TEL AVIV – U.S. Ambassador to Israel David Friedman on Tuesday slammed a Jewish group for doing the “unthinkable” and reconsidering its support for the Jewish state following Sunday’s controversial decision regarding mixed-sex prayer at the Western Wall.
In his first public speech as envoy, Friedman said Jewish unity was the most important thing to focus on. “We will defeat our enemies, the question is if we can survive ourselves,” he said at a B’nai B’rith World Center award ceremony in Jerusalem.
“Yesterday, I heard something that I thought I’d never hear before. And I understand the source of the frustration and the source of the anger. But I heard a major Jewish organization say that they needed to rethink their support for the State of Israel,” Friedman said. “That’s something unthinkable in my lifetime, up until yesterday. We have to do better. We must do better.”
The U.S. envoy declined to name the organization. However, President of the Union for Reform Judaism Rabbi Rick Jacobs was quoted as expressing a similar sentiment following Sunday’s cabinet decisions on the Western Wall and on conversion, saying the incident has “caused an acute crisis between the Israeli government and Diaspora Jewry.”
“There is a limit to how many times you can be delegitimized and insulted,” Jacobs was quoted as saying.
On Sunday, Israel’s cabinet voted to freeze an earlier decision to upgrade the mixed-sex prayer platform at the Western Wall as well as approving another bill that would mean conversions outside of the rabbinate will not be recognized. The move drew heavy criticism from American and other Jewish groups, including the Jewish Agency.
Friedman, who was the first foreign diplomat to make the Western Wall his first stop upon arriving in the country to take up his post in May, said he was not taking sides on the matter but stressed that “we can only resolve these issues by mutual respect and understanding.”
“There’s plenty of room to cast blame, whether it’s on the issue of the Kotel [Western Wall], whether it’s on the issue of conversion — there are so many other issues that separate us,” said Friedman on Tuesday.
“We have to get back to those basic principles of Jewish unity,” he said. “And the key to Jewish unity is that this is not a question of winning, it is a question of mutual understanding, respect and coexistence.”
“We should unite about what is wonderful about our common existence,” he added.
“It’s not enough to unite behind common enemies. We should unite behind the miracle of the State of Israel. We are living through the incredible miracle of the birth and growth of the State of Israel.”
In a speech riddled with quotes from the Torah and jokes, Friedman stressed that he was speaking not as a diplomat but as “a member of the Jewish faith and the son of a rabbi.”
The envoy continued by saying he had just returned from a security briefing on the Golan Heights.
“There was ISIS, there was the Syrian regime, there were the rebels — 30 different rebel groups. They hate each other, but if you want to ask them one thing they agree upon? They all hate us,” he said.
“We have plenty of enemies,” he added, but “we can unite behind the richness of the Jewish tradition, whether we’re religious or not.”
“We will defeat our enemies. I have no doubt that we will defeat our enemies,” Friedman continued. “The question is: Can we survive ourselves?”
Friedman admitted that in the past he has been “as guilty as anyone else of having entered the partisan divide that has unfortunately to some extent fractured the Jewish community.” He was likely referring to derogatory comments he made about left-wing American Jews, including calling them “kapos.” He later apologized for his controversial comments.
“But it has to end,” he said, pledging to “treat the Jewish people of whatever stripe, of whatever political views, with the same dignity and respect as they all deserve. … We have to turn the page.”
Although organizers billed his speech as his “first policy speech since arriving in Israel,” Friedman did not address the Israeli-Palestinian peace process the US administration is currently trying to jump start.
“We’re working very hard on a peace process,” he said. “There’s an expression in English: Those who talk don’t know, and those who know don’t talk. So here I actually know so I won’t talk. I don’t see any real purpose in jumping the gun on some sensitive discussions.”
He added that Donald Trump is “very pro-Israel,” stressing that he was the first sitting US president to visit the Western Wall and his administration is supportive of the Jewish state “in unprecedented ways.”
Yet, he said, “Let’s play that out. It’s too soon to be congratulating ourselves. We have a long way to go. But I can assure you that you have people in the American administration whose hearts are very much in the right place.”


• Exercise details
Each line in the data must be reproduced as written, except for any picture.

• Provided records
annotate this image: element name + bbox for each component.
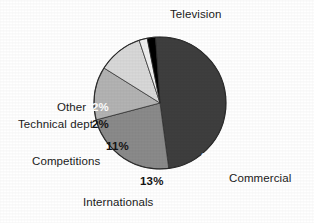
slice-label-other: Other — [57, 101, 86, 113]
slice-value-other: 2% — [92, 101, 109, 113]
slice-value-television: 49% — [155, 25, 179, 37]
slice-value-internationals: 13% — [140, 175, 164, 187]
slice-label-competitions: Competitions — [32, 155, 100, 167]
slice-label-internationals: Internationals — [83, 196, 153, 208]
slice-label-television: Television — [170, 8, 222, 20]
slice-label-commercial: Commercial — [229, 172, 291, 184]
slice-value-commercial: 23% — [201, 151, 225, 163]
slice-value-competitions: 11% — [106, 140, 129, 152]
slice-label-technical-dept: Technical dept — [18, 118, 93, 130]
slice-value-technical-dept: 2% — [92, 118, 109, 130]
pie-chart-figure: Television Commercial Internationals Com… — [0, 0, 314, 223]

• Your solution
annotate this image: element name + bbox for each component.
slice-label-other: Other — [57, 101, 86, 113]
slice-value-other: 2% — [92, 101, 109, 113]
slice-value-television: 49% — [155, 25, 179, 37]
slice-value-internationals: 13% — [140, 175, 164, 187]
slice-label-competitions: Competitions — [32, 155, 100, 167]
slice-label-internationals: Internationals — [83, 196, 153, 208]
slice-label-television: Television — [170, 8, 222, 20]
slice-label-commercial: Commercial — [229, 172, 291, 184]
slice-value-commercial: 23% — [201, 151, 225, 163]
slice-value-competitions: 11% — [106, 140, 129, 152]
slice-label-technical-dept: Technical dept — [18, 118, 93, 130]
slice-value-technical-dept: 2% — [92, 118, 109, 130]
pie-chart-figure: Television Commercial Internationals Com… — [0, 0, 314, 223]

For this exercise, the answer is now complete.